Elena Gutiérrez's defended her thesis: "New Perspectives on Classical Automata Constructions"

Elena Gutiérrez's defended her thesis: "New Perspectives on Classical Automata Constructions"

October 9, 2020

Research Results

The researcher of the IMDEA Software Institute, Elena Gutiérrez, supervised by Pierre Ganty, defended recently her thesis titled: “New Perspectives on Classical Automata Constructions”.

She focuses in this thesis on the models of finite-state automata, pushdown automata and context-free grammars. These models have been proved useful for a wide number of applications such as program verification, natural language processing tasks or digital-image compression techniques. These applications strongly rely on language-theoretical notions where, still today, many questions are open.

The goal of this thesis is to give new theoretical perspective on a collection of open problems, that are at the core of classical automata constructions and well-established algorithms.

The underlying mathematical tool to approach these questions are equivalence relations on words as abstractions of languages. So, she studies three main questions:

  • First, she focuses on automata minimization algorithms, methods for finding the finite-state automaton with the minimal number of states.

In this thesis, she aims to get a better understanding of the language-theoretical basis of the double-reversal method and its connection with the partition-based techniques. As a result, we provide a uniform framework of deterministic automata constructions based on finite-index equivalences on words that allows us to give a new simple proof of the double-reversal method and shed light on the relation between this algorithm and the partition-based techniques.

  • Second, she addresses the question of comparing the descriptional complexity of pushdown automata (PDAs) against context-free grammars (CFGs) and finite-state automata for Parikh equivalence, a weaker notion than the standard language equivalence under which the ordering of symbols in the words is not important.

Her main contribution is to provide an infinite family of PDAs defined over a singleton alphabet that allows her to extract lower bounds on the number of grammar variables of the smallest CFG.

  • Finally, she addresses the question of extending Parikh’s Theorem to the more general model of weighted automata. It is well-known that Parikh’s Theorem does not hold for weighted languages. Thus, she studies sufficient conditions under which the Parikh property holds for weighted automata and also describes the decidability of this property and give a decision procedure for weighted CFGs with weights on the rational numbers.

To sum up, “in this dissertation we leverage equivalences on words as abstractions of languages. More pointedly, these abstractions are regular approximations of languages. Our results regarding finite-index congruences encourages the study of other kinds of regular approximations of context-free languages and the use of our framework to define congruence-based automata constructions for their finite representation”, appointed Elena. On the other hand, her work on the Parikh equivalence assumption shows that, despite being a relaxed version of language equivalence that enables the analysis of certain complex systems, when comparing PDAs against CFGs the situation is not different to that of language equivalence. And also, sets the basis for future directions on the extension of Parikh’s Theorem to weighted automata.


_What you should do_
Pictures aside, write out the data exactly as it reads.

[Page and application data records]
━━━━━━━━━━━━━━━━━━━━
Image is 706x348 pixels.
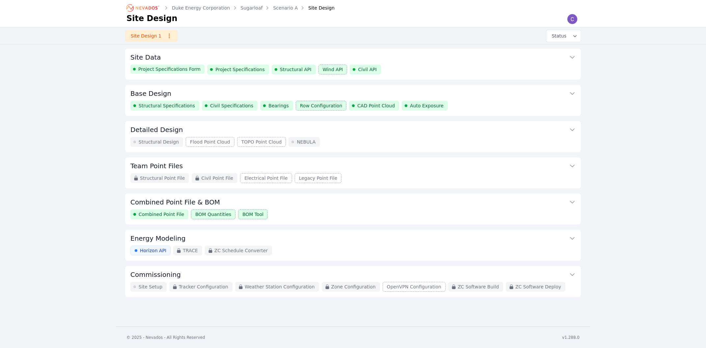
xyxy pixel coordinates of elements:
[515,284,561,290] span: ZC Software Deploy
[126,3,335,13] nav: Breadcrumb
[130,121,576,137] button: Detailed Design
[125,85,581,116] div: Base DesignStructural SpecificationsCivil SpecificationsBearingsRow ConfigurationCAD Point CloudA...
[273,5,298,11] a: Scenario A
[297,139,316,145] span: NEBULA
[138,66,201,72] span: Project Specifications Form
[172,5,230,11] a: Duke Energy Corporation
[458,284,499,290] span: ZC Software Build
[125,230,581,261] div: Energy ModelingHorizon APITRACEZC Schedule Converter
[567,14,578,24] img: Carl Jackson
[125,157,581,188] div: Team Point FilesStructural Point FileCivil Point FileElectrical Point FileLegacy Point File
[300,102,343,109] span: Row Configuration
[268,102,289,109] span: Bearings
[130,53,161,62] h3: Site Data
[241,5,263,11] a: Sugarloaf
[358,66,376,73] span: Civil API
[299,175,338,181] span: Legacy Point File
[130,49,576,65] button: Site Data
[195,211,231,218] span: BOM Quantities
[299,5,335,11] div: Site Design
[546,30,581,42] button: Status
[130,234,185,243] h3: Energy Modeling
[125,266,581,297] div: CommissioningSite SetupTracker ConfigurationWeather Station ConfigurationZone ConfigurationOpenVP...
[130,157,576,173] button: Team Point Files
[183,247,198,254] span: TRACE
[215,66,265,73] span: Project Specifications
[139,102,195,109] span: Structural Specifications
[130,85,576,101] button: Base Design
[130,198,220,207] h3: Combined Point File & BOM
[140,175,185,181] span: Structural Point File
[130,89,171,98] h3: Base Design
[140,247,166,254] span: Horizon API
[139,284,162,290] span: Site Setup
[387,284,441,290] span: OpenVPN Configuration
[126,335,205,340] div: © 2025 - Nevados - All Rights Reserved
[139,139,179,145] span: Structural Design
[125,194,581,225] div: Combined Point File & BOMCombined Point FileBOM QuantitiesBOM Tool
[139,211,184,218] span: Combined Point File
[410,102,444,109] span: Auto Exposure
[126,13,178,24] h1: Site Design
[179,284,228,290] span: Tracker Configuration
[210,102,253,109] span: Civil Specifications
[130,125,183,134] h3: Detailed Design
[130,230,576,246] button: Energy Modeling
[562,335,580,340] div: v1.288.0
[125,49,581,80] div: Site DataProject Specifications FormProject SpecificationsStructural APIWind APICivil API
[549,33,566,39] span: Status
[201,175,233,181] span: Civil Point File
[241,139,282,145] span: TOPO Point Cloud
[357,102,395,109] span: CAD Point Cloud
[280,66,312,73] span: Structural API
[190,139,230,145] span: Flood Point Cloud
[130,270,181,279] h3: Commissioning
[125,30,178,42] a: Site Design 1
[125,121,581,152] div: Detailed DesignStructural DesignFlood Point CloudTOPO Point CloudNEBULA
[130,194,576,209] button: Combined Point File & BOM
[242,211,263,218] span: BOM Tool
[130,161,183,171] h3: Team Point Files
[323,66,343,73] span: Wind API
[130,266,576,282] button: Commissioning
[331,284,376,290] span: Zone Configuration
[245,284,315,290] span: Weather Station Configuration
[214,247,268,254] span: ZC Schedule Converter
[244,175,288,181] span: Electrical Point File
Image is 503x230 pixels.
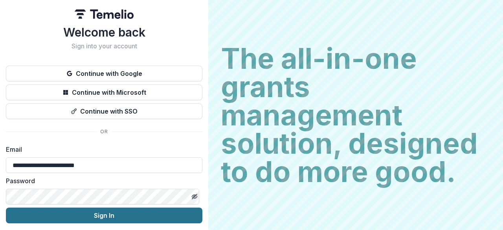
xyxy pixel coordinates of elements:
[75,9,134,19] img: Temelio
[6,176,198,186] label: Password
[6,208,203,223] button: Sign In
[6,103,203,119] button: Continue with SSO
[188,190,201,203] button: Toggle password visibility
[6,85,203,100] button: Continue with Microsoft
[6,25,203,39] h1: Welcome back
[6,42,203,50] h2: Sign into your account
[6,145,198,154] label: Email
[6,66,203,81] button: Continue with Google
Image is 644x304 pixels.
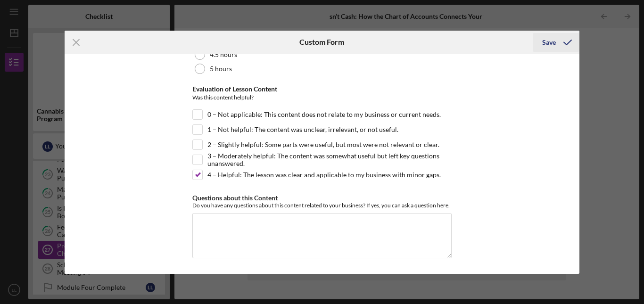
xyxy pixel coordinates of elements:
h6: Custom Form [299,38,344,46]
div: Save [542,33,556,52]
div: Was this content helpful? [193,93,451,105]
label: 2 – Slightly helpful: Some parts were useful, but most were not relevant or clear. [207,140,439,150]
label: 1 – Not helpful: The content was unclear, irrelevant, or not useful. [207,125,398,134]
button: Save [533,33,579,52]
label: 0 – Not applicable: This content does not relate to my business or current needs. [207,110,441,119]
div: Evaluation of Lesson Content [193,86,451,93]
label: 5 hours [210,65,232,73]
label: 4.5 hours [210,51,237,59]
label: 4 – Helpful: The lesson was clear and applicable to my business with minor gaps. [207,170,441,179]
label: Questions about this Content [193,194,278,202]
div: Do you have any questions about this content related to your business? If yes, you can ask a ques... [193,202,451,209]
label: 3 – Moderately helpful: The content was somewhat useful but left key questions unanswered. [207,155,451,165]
━━━━━━━━━━━━━━━━━━━━
_Response to the exercise_
Image is 706x348 pixels.
xyxy pixel coordinates of elements:
[515,284,561,290] span: ZC Software Deploy
[126,3,335,13] nav: Breadcrumb
[130,121,576,137] button: Detailed Design
[125,85,581,116] div: Base DesignStructural SpecificationsCivil SpecificationsBearingsRow ConfigurationCAD Point CloudA...
[273,5,298,11] a: Scenario A
[297,139,316,145] span: NEBULA
[138,66,201,72] span: Project Specifications Form
[172,5,230,11] a: Duke Energy Corporation
[458,284,499,290] span: ZC Software Build
[125,230,581,261] div: Energy ModelingHorizon APITRACEZC Schedule Converter
[567,14,578,24] img: Carl Jackson
[125,157,581,188] div: Team Point FilesStructural Point FileCivil Point FileElectrical Point FileLegacy Point File
[300,102,343,109] span: Row Configuration
[268,102,289,109] span: Bearings
[130,53,161,62] h3: Site Data
[241,5,263,11] a: Sugarloaf
[358,66,376,73] span: Civil API
[299,175,338,181] span: Legacy Point File
[130,49,576,65] button: Site Data
[195,211,231,218] span: BOM Quantities
[299,5,335,11] div: Site Design
[546,30,581,42] button: Status
[130,234,185,243] h3: Energy Modeling
[125,266,581,297] div: CommissioningSite SetupTracker ConfigurationWeather Station ConfigurationZone ConfigurationOpenVP...
[130,157,576,173] button: Team Point Files
[183,247,198,254] span: TRACE
[215,66,265,73] span: Project Specifications
[139,102,195,109] span: Structural Specifications
[130,85,576,101] button: Base Design
[130,198,220,207] h3: Combined Point File & BOM
[140,175,185,181] span: Structural Point File
[130,89,171,98] h3: Base Design
[140,247,166,254] span: Horizon API
[139,284,162,290] span: Site Setup
[387,284,441,290] span: OpenVPN Configuration
[126,335,205,340] div: © 2025 - Nevados - All Rights Reserved
[139,139,179,145] span: Structural Design
[125,194,581,225] div: Combined Point File & BOMCombined Point FileBOM QuantitiesBOM Tool
[139,211,184,218] span: Combined Point File
[410,102,444,109] span: Auto Exposure
[126,13,178,24] h1: Site Design
[179,284,228,290] span: Tracker Configuration
[210,102,253,109] span: Civil Specifications
[130,125,183,134] h3: Detailed Design
[130,230,576,246] button: Energy Modeling
[562,335,580,340] div: v1.288.0
[125,49,581,80] div: Site DataProject Specifications FormProject SpecificationsStructural APIWind APICivil API
[549,33,566,39] span: Status
[201,175,233,181] span: Civil Point File
[241,139,282,145] span: TOPO Point Cloud
[357,102,395,109] span: CAD Point Cloud
[280,66,312,73] span: Structural API
[190,139,230,145] span: Flood Point Cloud
[130,270,181,279] h3: Commissioning
[125,30,178,42] a: Site Design 1
[125,121,581,152] div: Detailed DesignStructural DesignFlood Point CloudTOPO Point CloudNEBULA
[130,194,576,209] button: Combined Point File & BOM
[242,211,263,218] span: BOM Tool
[130,161,183,171] h3: Team Point Files
[323,66,343,73] span: Wind API
[130,266,576,282] button: Commissioning
[331,284,376,290] span: Zone Configuration
[245,284,315,290] span: Weather Station Configuration
[214,247,268,254] span: ZC Schedule Converter
[244,175,288,181] span: Electrical Point File
Image is 503x230 pixels.
xyxy pixel coordinates of elements:
[75,9,134,19] img: Temelio
[6,176,198,186] label: Password
[6,208,203,223] button: Sign In
[6,103,203,119] button: Continue with SSO
[188,190,201,203] button: Toggle password visibility
[6,85,203,100] button: Continue with Microsoft
[6,25,203,39] h1: Welcome back
[6,42,203,50] h2: Sign into your account
[6,145,198,154] label: Email
[6,66,203,81] button: Continue with Google
Image is 644x304 pixels.
xyxy pixel coordinates of elements:
h6: Custom Form [299,38,344,46]
div: Save [542,33,556,52]
div: Was this content helpful? [193,93,451,105]
label: 2 – Slightly helpful: Some parts were useful, but most were not relevant or clear. [207,140,439,150]
label: 1 – Not helpful: The content was unclear, irrelevant, or not useful. [207,125,398,134]
button: Save [533,33,579,52]
label: 0 – Not applicable: This content does not relate to my business or current needs. [207,110,441,119]
div: Evaluation of Lesson Content [193,86,451,93]
label: 5 hours [210,65,232,73]
label: 4.5 hours [210,51,237,59]
label: 4 – Helpful: The lesson was clear and applicable to my business with minor gaps. [207,170,441,179]
label: Questions about this Content [193,194,278,202]
div: Do you have any questions about this content related to your business? If yes, you can ask a ques... [193,202,451,209]
label: 3 – Moderately helpful: The content was somewhat useful but left key questions unanswered. [207,155,451,165]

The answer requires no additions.